WDFW Appeals L&I Fines From Smolt Trap Accidents

The Washington Department of Fish and Wildlife is appealing more than $200,000 in state fines recently levied by the Department of Labor & Industries following investigations of accidents that occurred at two Westside smolt traps early this year.

DUCKABUSH SMOLT TRAP. (L&I)

WDFW is taking issue with L&I’s determination that the accidents that left one staffer dead on the Duckabush and another in the hospital after hitting his head on the Nisqually earlier this year were “willful” violations of the Washington Industrial Safety and Health Act and is asking that they be downgraded to “serious” and the fines put towards the agency’s safety program instead.

“I don’t think the classification of the penalties was correct; we’ll see how that turns out. But while it’s under appeal, probably won’t talk a lot about the details,” WDFW Director Kelly Susewind briefed the Fish and Wildlife Commission this morning.

Appeal forms and attachments WDFW sent to L&I yesterday and acquired by this magazine do provide some more details.

“There is no evidence of willful violation of WISHA, in fact, it is the opposite,” read both attachments. “We were aware of the hazard of working in/on and around water and took reasonable steps to abate the hazard.”

WDFW points to efforts since 2021 to move from employee-led to professionally led training programs, a $5-plus million “investment” in safety tools and training last year and the December 2023 hiring of a consultant to review agency programs.

“There is also no evidence of plain indifference relative to hazards associated with working in/on and around water,” the letters state.

They lay out the 2021 and 2022 hiring of two instructors and development of a boating safety program, along with a series of scheduled classes last year and early this year.

WDFW is asking L&I to reclassify primary violations in both accidents to a lower level.

“We are asking that Violation 1-1 be classified as Serious, rather than Willful Serious. According to DOSH Compliance Manual Chapter 5 C.7.a. The employer has to commit: 1) an intentional violation of the WISH Act, or 2) plain indifference to its requirements. Relative to WISHA, there are no industry standards or legal requirements specific enough to justify a willful violation. WAC 296-800-14020(1), the alleged rule violation cited as a basis for the ‘willful serious’ finding, requires the employer to ‘develop, supervise, implement, and enforce training programs.’ WDFW has been doing this for years, and more recently has been taking steps to modernize and improve its training programs. Historically, WDFW relied more on specific on-the-job training by supervisors, tailored to the unique field conditions of each employee. WDFW has been working diligently and successfully to develop, supervise and implement more formalized and centralized training programs since 2021, including MOTC, Personal Safety, Swift Water, Cold Water, and PFD training,” WDFW Human Resources Director Lonnie Spikes states in both of the agency’s appeals of L&I’s citations.

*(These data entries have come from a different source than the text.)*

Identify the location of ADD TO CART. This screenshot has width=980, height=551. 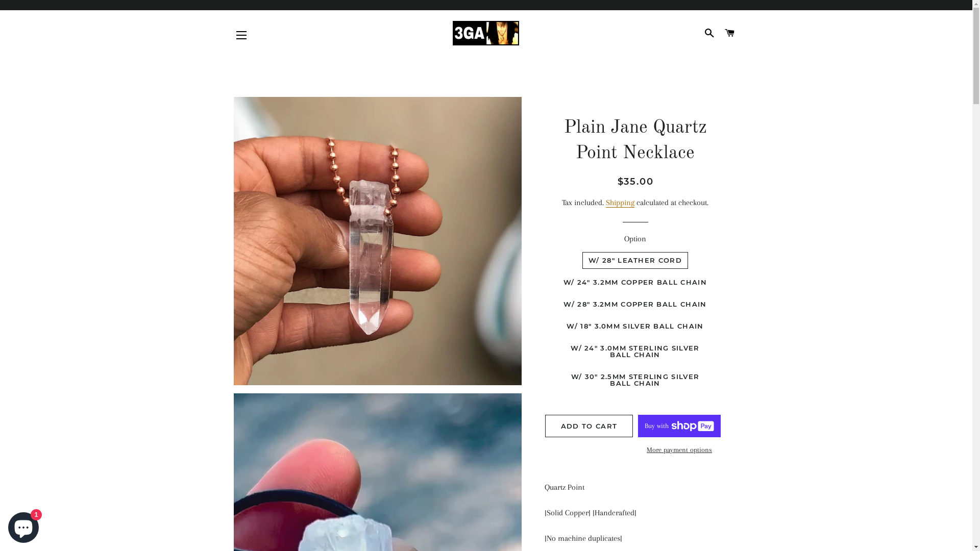
(589, 426).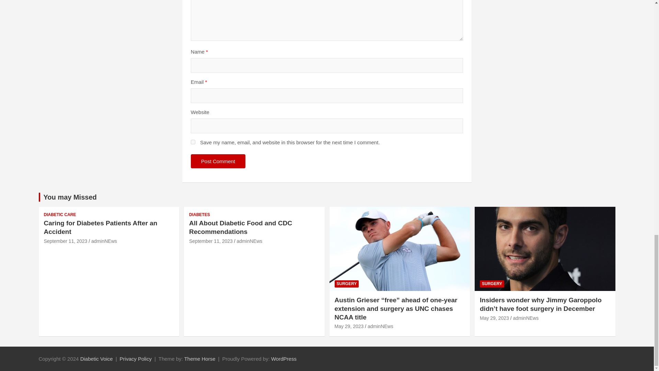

L&I fined WDFW $114,000 for nine violations around the drowning death of scientific tech Mary Valentine, 48, while she was working at the trap on the Duckabush River last January and $86,400 for four violations after another tech hit his head on the bottom of a trap on the Nisqually River after his boat capsized in late February.

Both Valentine’s widower, David Hall, and the family of Erin Peterson, who died while performing a WDFW snorkel survey on the Wind River last September, are reportedly suing WDFW over their loved ones’ deaths. WDFW was fined $30,800 in March for the latter death.

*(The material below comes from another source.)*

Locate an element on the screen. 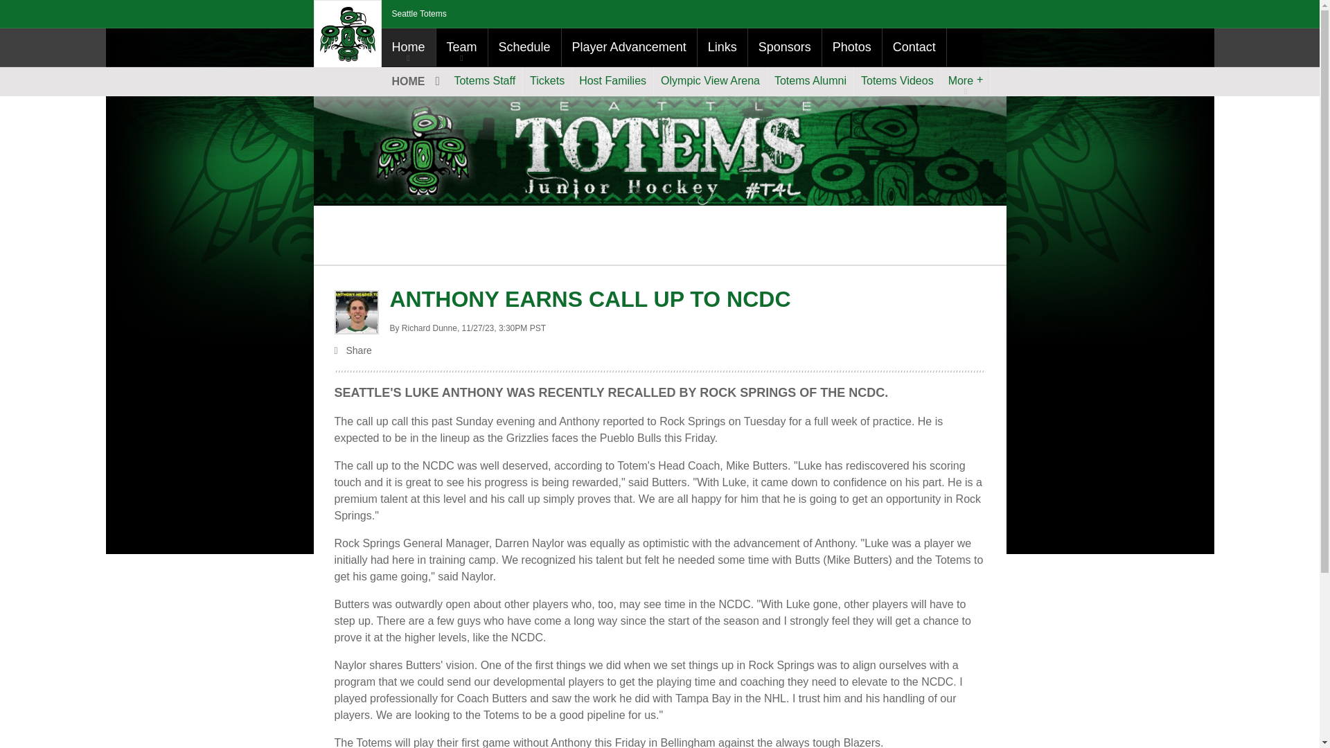  click to go to 'Olympic View Arena' is located at coordinates (711, 81).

Collected fines go into a supplementary workers’ comp fund, but WDFW is asking that those from the Duckabush and Nisqually incidents be “used for training and resources for our safety program.”

WDFW’s Spikes also took issue with L&I’s press release announcing the violations, stating it “include (sic) more factual allegations than the formal citations themselves” – an L&I spokesman has not returned an email from Wednesday morning asking for clarification on some of the violations mentioned – and wondered why in the Duckabush case, L&I dinged the agency for not having provided fish sampler assault training, as the job didn’t include public interactions.

He did note that WDFW is expanding that and boater safety training programs.

The agency’s focus on safety was reiterated by Director Susewind this morning.

“So you all have heard us talk about safety a lot,” Susewind told the commission. “This has become a top priority for us. You all approved a budget request last time for about $4.7 million from the legislature. You’re going to hear today that that’s continuing to build that safety program [in the 2025 budget request] is our top priority or a top priority and we’re leaning into it. So I want you to know that we’ve been on this path for a while, we’ve been accelerating it, and accelerating the acceleration, and I think we’re in a pretty good place going forward.”

Susewind told commissioners that most of the violations identified in the Duckabush and Nisqually investigations had been corrected by the time L&I issued its citations this summer.

“On those two particular things, we stopped all the operations,” Susewind said. “We stood down the smolt trap operations until we went to every smolt trap and made sure it was being operated in a safe manner, making sure people have their gear, have their flotation devices, etc., and are trained to operate. So we’re leaning as hard as we have been, and with that we also submitted an appeal of those penalties yesterday.”